There were just 10 cues and a total of just 12.35 minutes of music. This modest amount of music is as a result of the amount of dialogue in the film. Copland’s music typically bridges the different scenes or is there to provide the unspoken thoughts of Nick and Marjorie. There is virtually no music in the central part of the programme. I felt that there was not enough variation and no real modulation after the opening fanfare and title sequence. Apart from that three-note motif in cue 5, there was nothing close to a memorable tune. If released, I think it would have to come out as individual cues as it would make a pretty uninspiring suite. (Please bear in mind, that I only got two listens and some Copland takes a while to gestate before the tunes emerge).

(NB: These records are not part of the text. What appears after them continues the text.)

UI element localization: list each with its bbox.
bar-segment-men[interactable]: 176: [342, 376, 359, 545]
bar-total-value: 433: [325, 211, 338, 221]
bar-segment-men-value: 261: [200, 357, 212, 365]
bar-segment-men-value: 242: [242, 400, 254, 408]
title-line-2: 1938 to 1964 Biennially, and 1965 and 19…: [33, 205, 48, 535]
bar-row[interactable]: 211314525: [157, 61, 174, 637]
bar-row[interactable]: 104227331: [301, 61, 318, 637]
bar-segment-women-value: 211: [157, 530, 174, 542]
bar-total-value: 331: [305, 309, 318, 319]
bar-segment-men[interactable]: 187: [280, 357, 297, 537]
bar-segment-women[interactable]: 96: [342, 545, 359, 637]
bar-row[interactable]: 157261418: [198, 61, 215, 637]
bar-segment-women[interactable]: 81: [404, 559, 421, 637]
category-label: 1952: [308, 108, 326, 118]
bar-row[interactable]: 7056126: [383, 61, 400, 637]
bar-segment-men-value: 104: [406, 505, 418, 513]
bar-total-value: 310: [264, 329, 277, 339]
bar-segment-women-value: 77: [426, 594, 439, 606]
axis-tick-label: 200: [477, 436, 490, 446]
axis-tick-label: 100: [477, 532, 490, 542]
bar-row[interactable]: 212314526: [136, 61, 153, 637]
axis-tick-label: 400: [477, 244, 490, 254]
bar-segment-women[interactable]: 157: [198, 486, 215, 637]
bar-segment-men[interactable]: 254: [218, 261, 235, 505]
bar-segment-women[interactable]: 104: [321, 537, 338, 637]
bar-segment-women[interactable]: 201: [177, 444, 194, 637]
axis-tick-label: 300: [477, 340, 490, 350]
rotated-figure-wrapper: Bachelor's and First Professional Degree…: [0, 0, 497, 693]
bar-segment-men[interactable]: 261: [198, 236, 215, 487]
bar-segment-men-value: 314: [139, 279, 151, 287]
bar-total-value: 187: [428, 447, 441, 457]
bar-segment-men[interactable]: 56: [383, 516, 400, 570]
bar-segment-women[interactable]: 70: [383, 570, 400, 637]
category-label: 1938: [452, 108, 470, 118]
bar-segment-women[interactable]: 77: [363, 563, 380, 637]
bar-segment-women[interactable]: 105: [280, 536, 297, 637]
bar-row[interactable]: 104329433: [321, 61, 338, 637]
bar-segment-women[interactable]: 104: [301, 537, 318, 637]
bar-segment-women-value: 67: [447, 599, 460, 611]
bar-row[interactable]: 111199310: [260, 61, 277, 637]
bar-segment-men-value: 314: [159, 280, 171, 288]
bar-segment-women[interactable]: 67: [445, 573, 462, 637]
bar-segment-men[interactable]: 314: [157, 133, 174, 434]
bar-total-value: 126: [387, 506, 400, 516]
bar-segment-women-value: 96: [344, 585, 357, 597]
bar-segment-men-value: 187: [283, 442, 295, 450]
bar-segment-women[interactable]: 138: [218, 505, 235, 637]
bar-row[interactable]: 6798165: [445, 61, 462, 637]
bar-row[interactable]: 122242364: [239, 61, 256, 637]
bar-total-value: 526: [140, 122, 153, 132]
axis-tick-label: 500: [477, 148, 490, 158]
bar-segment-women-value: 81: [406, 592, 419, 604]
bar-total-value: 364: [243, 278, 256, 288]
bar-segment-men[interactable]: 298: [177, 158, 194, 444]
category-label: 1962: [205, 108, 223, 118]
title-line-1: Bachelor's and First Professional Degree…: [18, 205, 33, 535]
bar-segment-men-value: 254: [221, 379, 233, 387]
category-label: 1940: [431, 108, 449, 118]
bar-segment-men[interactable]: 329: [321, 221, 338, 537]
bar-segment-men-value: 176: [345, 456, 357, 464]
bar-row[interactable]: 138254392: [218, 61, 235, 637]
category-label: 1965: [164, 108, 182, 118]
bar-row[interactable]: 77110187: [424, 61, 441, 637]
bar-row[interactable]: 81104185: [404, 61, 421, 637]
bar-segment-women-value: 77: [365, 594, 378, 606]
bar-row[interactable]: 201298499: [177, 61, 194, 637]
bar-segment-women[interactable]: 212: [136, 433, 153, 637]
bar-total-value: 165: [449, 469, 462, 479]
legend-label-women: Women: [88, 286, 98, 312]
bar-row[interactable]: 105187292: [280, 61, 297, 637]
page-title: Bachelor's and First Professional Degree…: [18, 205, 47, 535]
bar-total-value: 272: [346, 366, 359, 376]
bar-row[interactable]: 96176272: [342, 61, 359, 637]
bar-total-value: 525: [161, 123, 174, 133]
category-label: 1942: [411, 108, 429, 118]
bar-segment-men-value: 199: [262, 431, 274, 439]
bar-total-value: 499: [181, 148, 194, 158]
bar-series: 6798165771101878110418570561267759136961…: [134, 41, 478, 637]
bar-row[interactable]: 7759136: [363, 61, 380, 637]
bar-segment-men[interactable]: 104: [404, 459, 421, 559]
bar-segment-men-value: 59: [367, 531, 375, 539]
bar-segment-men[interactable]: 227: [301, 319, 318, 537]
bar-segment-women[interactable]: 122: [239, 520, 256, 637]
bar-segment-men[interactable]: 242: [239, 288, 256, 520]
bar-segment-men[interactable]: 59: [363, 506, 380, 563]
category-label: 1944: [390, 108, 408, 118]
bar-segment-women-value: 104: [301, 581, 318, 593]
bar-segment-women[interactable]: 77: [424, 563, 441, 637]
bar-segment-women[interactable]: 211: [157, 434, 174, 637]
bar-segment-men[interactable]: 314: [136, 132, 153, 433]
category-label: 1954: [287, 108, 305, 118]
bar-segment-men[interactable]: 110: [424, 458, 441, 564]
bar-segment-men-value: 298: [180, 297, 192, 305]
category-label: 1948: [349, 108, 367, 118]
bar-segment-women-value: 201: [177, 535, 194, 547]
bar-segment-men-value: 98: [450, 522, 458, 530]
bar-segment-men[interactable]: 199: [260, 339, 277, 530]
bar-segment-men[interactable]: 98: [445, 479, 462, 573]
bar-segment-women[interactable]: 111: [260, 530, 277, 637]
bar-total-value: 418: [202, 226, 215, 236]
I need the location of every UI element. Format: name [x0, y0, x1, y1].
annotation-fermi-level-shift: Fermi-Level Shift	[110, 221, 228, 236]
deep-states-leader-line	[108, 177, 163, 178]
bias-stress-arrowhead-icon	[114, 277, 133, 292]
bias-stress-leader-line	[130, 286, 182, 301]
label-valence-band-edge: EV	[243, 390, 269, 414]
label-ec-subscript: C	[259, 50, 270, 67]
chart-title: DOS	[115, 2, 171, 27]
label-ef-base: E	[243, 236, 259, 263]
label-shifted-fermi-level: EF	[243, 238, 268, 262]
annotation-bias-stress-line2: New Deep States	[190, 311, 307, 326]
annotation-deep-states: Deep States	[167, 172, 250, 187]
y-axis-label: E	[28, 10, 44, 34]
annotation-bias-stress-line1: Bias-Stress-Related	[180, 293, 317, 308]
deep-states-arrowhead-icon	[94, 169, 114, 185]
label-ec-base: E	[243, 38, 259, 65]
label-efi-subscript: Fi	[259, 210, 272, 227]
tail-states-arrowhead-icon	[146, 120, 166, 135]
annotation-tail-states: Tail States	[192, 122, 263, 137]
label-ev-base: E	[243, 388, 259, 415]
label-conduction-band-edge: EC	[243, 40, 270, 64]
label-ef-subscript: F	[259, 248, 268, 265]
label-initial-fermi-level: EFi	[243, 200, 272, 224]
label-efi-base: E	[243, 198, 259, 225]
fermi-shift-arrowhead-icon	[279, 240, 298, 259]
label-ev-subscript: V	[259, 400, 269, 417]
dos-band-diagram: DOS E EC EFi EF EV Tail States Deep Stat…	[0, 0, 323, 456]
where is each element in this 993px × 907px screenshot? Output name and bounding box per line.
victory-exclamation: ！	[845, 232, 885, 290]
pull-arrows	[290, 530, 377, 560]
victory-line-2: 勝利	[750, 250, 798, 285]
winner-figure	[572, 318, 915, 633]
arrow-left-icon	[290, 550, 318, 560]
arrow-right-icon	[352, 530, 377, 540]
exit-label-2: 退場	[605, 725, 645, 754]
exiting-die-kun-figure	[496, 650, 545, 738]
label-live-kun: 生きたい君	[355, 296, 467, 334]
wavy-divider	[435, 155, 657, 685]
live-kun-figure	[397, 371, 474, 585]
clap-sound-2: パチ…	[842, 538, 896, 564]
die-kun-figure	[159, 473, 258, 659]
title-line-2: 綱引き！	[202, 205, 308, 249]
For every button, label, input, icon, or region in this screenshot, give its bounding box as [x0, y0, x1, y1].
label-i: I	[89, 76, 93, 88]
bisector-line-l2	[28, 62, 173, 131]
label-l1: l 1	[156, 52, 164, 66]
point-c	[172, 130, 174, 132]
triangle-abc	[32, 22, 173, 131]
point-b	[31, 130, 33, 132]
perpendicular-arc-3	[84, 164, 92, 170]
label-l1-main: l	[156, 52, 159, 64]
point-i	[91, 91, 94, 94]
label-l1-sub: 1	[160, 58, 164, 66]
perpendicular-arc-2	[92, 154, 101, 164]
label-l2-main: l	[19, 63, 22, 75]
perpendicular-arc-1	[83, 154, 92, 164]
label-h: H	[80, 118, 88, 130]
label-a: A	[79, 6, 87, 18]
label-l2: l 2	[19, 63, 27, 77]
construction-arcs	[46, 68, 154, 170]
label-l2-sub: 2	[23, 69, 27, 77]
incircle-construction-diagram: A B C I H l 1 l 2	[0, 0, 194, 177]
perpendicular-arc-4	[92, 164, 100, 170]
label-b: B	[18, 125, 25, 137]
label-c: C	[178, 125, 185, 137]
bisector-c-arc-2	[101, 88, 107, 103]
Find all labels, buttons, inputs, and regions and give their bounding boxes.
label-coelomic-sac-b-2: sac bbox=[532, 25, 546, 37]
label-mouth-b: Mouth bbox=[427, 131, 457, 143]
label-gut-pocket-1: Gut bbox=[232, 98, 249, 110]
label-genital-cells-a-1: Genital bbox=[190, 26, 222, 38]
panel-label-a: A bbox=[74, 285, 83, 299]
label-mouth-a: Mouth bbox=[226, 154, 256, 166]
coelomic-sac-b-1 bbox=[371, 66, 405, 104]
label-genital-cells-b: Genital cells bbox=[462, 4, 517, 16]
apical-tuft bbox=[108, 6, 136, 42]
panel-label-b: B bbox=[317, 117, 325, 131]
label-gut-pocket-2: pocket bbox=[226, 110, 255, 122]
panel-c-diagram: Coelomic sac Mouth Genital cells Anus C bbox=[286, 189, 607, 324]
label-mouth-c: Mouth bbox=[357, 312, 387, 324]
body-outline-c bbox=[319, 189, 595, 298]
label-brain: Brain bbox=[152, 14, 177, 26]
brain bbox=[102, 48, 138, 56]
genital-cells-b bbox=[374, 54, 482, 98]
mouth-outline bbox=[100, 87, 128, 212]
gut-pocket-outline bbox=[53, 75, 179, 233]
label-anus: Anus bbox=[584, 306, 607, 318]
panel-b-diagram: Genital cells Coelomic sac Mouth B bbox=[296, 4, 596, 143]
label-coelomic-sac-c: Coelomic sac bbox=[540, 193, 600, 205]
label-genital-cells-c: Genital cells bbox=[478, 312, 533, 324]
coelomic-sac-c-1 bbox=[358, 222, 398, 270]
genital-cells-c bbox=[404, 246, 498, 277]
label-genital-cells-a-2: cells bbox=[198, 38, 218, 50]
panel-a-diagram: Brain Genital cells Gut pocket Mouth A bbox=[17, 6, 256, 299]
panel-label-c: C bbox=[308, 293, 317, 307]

What was interesting to me though was that I had been expecting a much more melodic treatment. Howard Pollack’s biography (Aaron Copland: The Life and Work of an Uncommon Man) suggests that the music was similar to Copland’s “outmoded” incidental music from the late 30s and early 40s (Quiet City and Our Town). But for me this is closer to the complex, psychological, somewhat disturbing music in Something Wild. As such, it felt like a stepping stone forward rather than one going back.

So, perhaps not one of Copland’s finest then, but I’m really happy that my trip to the Paley Center helped me tick off another lesser spotted / lesser heard work.